# Scraping and crawlers

This chapter is almost an appendix. It will talk a bit about scraping data from the internet. Maybe you need to pull data from sites that don't have an API, maybe you are migrating from a site that is so awful that there's no way to get structured data from the database itself. This is a short and rough overview of how you can write a simple crawler to do that, and strategies to make it work well.

There are many, many services online these days that not only crawl for you, but do data processing too, with a lot of code ready for you in simple web interfaces. It's quite possible that they will be easier and faster to use than writing code.

If you are going to follow the code route, Scrapy is a well known open source crawler. There is a good tutorial.

Creating a crawler is easy:

$ scrapy startproject mycrawler
New Scrapy project 'mycrawler', using template directory '/usr/lib64/python3.6/site-packages/scrapy/templates/project', created in:
    /home/corollarium/git/Corollarium/vinarium/mycrawler

You can start your first spider with:
    cd mycrawler
    scrapy genspider example example.com

Next you create classes in spiders. We won't get into code here.

# Extracting data 101

Crawling is the easy part: you download HTML and follow links. How do you extract data?

Many sites these days use a standard structured data schema. This makes them get higher ranking in search engines, so there's a good stimulus for them to use it. Schema.org is quite common these days, and it was designed exactly for atuomatic data retrieval.

Extruct can be used with Scrapy to easily get structured data.

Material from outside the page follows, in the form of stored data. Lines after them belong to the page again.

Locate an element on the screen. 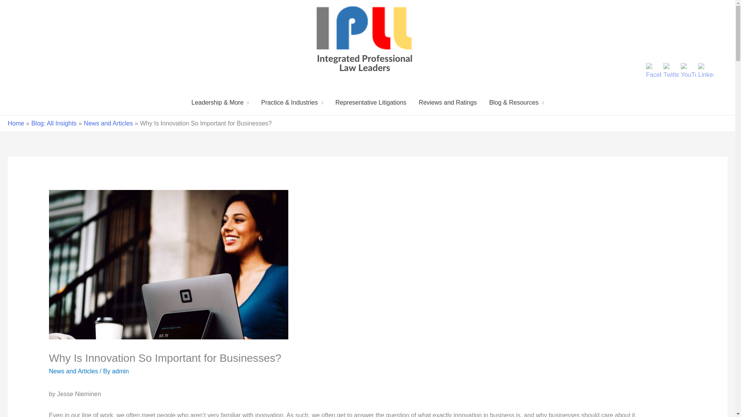  View all posts by admin is located at coordinates (120, 370).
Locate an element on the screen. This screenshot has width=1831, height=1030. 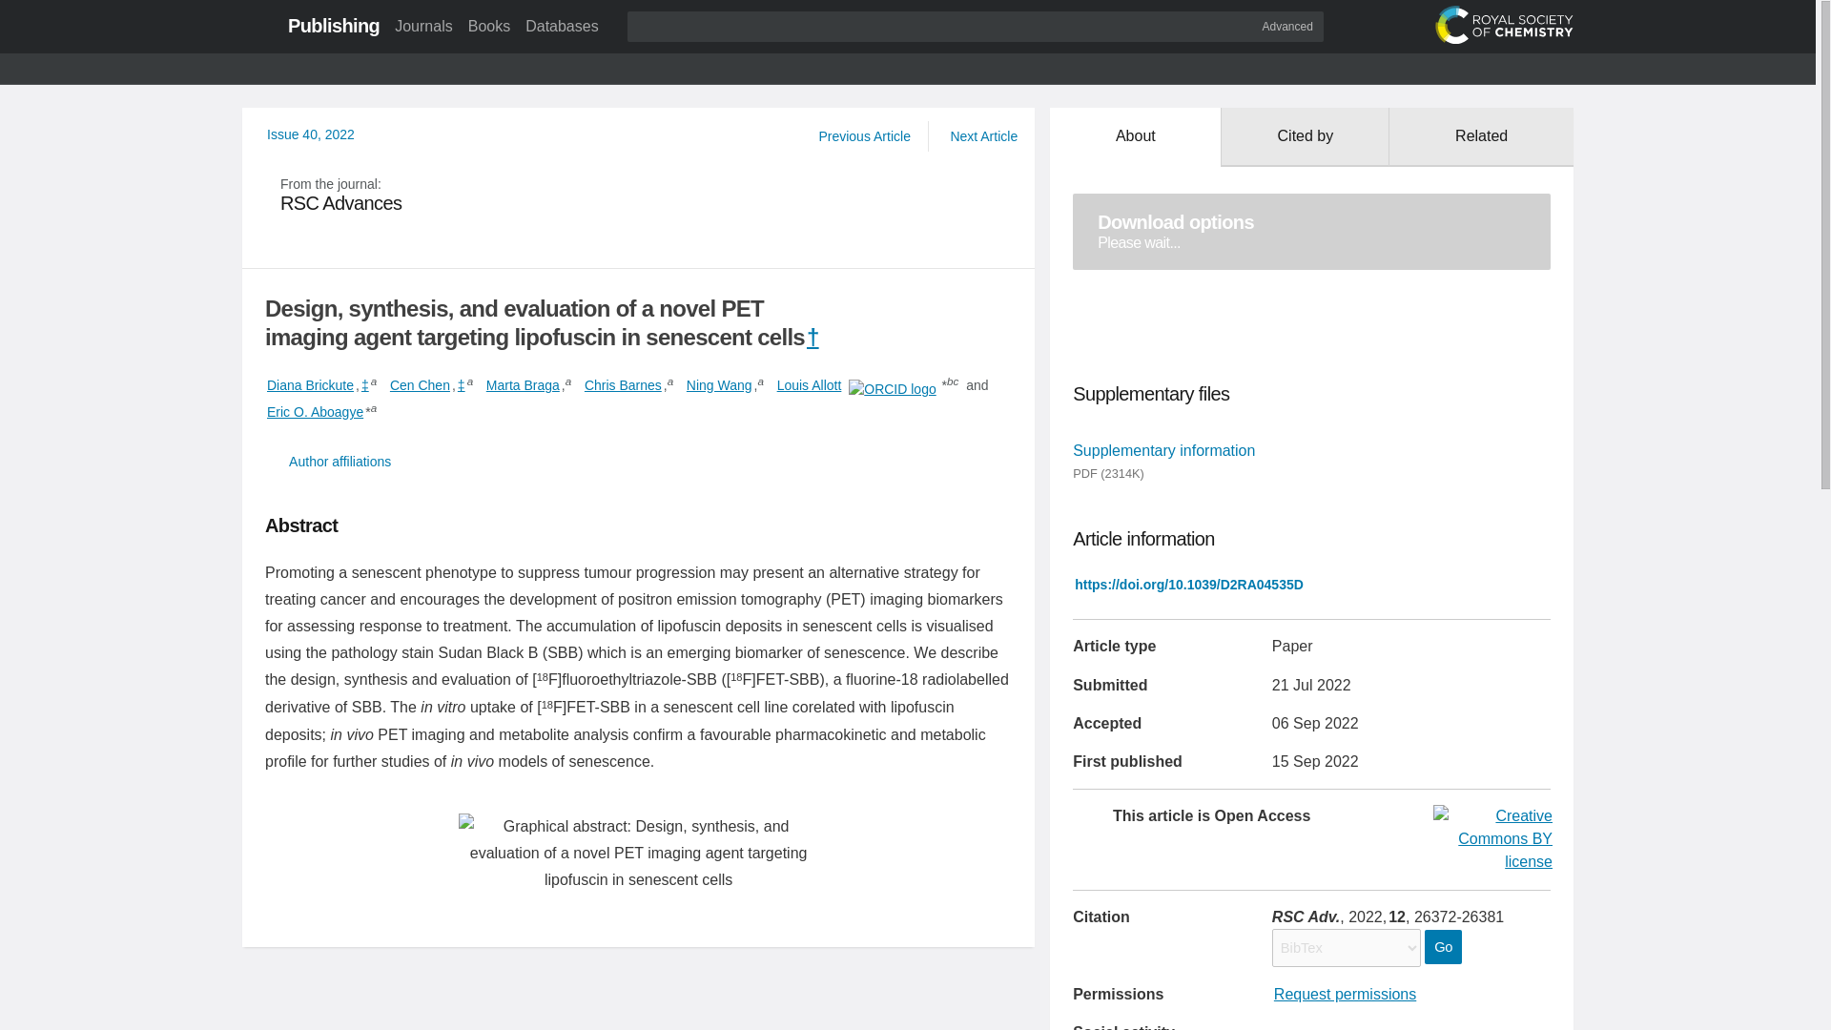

Many times you need to scrap data that is not structured, however. This means that you need to write code that finds the parts of the HTML page that you want, with CSS or XPath expressions. Scrapy has good documentation on that, so here are pointers to designing the expressions themselves.

Your browser Developer Tools will be your friend. Open the page you need to crawl there and inspect the elements you want to extract. With a bit of luck they'll have a unique id or a unique class. This makes extracting them trivial and robust. If not, try to build an expression that is simple and robust. div > div > div > ul > li is a bad example: any changes to the layout will break it, or any other HTML that fits this very general pattern will give you false data. Prefer to use classes and ids as much as possible and keep your expressions simple and robust.

# Feeding data to your backend

There are a couple of main strategies here. One is to save all crawled data to a file in JSON format and similar. The crawler does not talk to your web backend at all, and you write a small script that loads the JSON and stores it in the database, either through GraphQL/REST requests, or directly using the backend code. Avoid sending it to the database, since you'll lose your backend data validation -- a must from data that comes from external sources.

The other is to integrate into your crawler code to send it to the backend. As soon as data is crawled it's sent to your backend. It makes things a little tighter -- your crawler can break because your web server changed something. But you don't need to worry with a third process to link the backend and the crawler.

# Merge strategies

Sometimes you are crawling data just once -- to pull data from an older site that is being replaced. But often you'll need to recrawl the same sites and merge it with data you crawled before. This is typical for price comparison websites, for example, or with aggregators that will crawl data that was already parsed before while looking for new data. This means you need a merge strategy.

Does your data ever change? If not just check the unicity of a key. The page URL works great as a key. If the key is in your database, skip it. If possible, make your crawler skip it too to avoid consuming useless traffic.

Does your data change? Then you need not only a unique key, but the code that access your database needs to be capable of updating it and not only inserting. Upsert operations are your friend here. The most basic idea is to always upsert, overwriting previous data. A bit more involved, but necessary in a few cases, is to create new entries for new data, perhaps only pieces of it. In the case of our price comparison example, that means that you want to store the prices with the dates they were crawled, so you can have a history.

# Testing and when things break

They say the only certainties in life are death and taxes, but you can pretty much add that crawlers will break as a third one. Since you are fetching data from third parties that you have no control of, some day they will change their website and break your crawler. Also, like any code, crawlers need to be tested. How to ensure they work and how to detect when things break?

Like all other software, automatic testing is the best option we have. There's the autounit package for Scrapy, which generates the automatic tests for you.